Earlier in the week, House impeachment managers said that Trump’s conduct toward Georgia elections officials was “the most egregious” they saw during the weeks the president contested the results of the general election. Georgia became a focal point of their allegations that the Jan. 6 riot at the U.S. Capitol was a result of Trump’s false claims about the election being stolen from him in Georgia and other states.

Castor said the overall substance of Trump’s call with Raffensperger does not support Democrats’ argument that it fed into weeks of election misinformation that helped incite the Jan. 6 riot at the U.S. Capitol. He noted that Trump’s team did not record the call and therefore was not responsible for its contents being leaked in the media.

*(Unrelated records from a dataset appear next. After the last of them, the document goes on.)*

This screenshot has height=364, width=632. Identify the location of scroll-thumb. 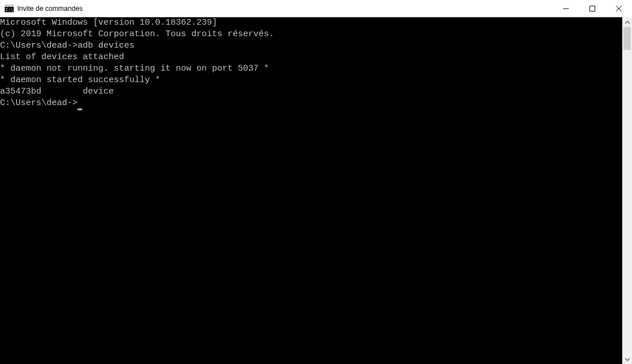
(627, 38).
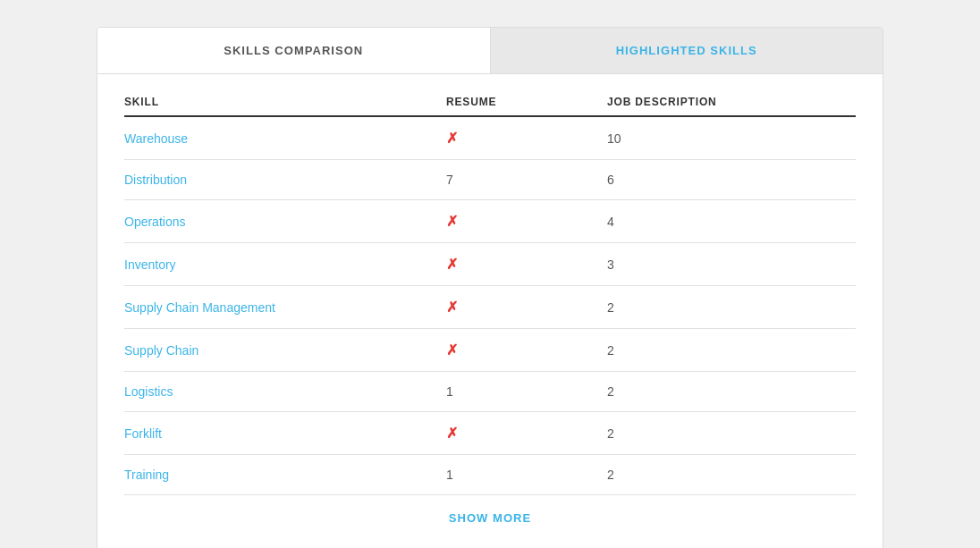  I want to click on skill-name: Supply Chain Management, so click(285, 308).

“How could he have hoped to use this call to incite his followers if he had no intent to make the conversation public and indeed had nothing to do with it being secretly recorded?” Castor said.

The call with Raffensperger wasn’t the only mention of Georgia during Friday’s proceedings, where Trump’s attorneys outlined their defense.

Stacey Abrams was included in a video montage of Democrats uttering the word “fight” in an attempt to make a point that lawmakers on both sides of the aisle should be protected under the First Amendment for incendiary speech.

Later, snippets of Abrams’ speech where she acknowledged Brian Kemp had won the gubernatorial election in 2018 but declined to concede were held up as proof that Trump is not the first lawmaker to refuse to accept the outcome of an election.

Senators will spend Friday evening asking questions of the House managers and Trump’s attorneys. One of the first questions came from Georgia’s Raphael Warnock, who asked House managers whether it was true that the elections-related lawsuits filed on Trump’s behalf in Georgia after the general election had all been dismissed.

U.S. Rep. Jamie Raskin, the Maryland lawmaker serving as the lead manager, said that was accurate although he doesn’t take issue with Trump’s attempts to have the courts intervene.

“When he crossed over from nonviolent means — no matter how ridiculous or absurd, that’s fine, he’s exercising his rights — to inciting violence: that’s what this trial is about,” Raskin said.

Senators could still decide to call witnesses to testify, although that is unlikely. Deliberations and a vote on whether to convict Trump are expected to occur Saturday.

Staff writer Mark Niesse contributed to this article.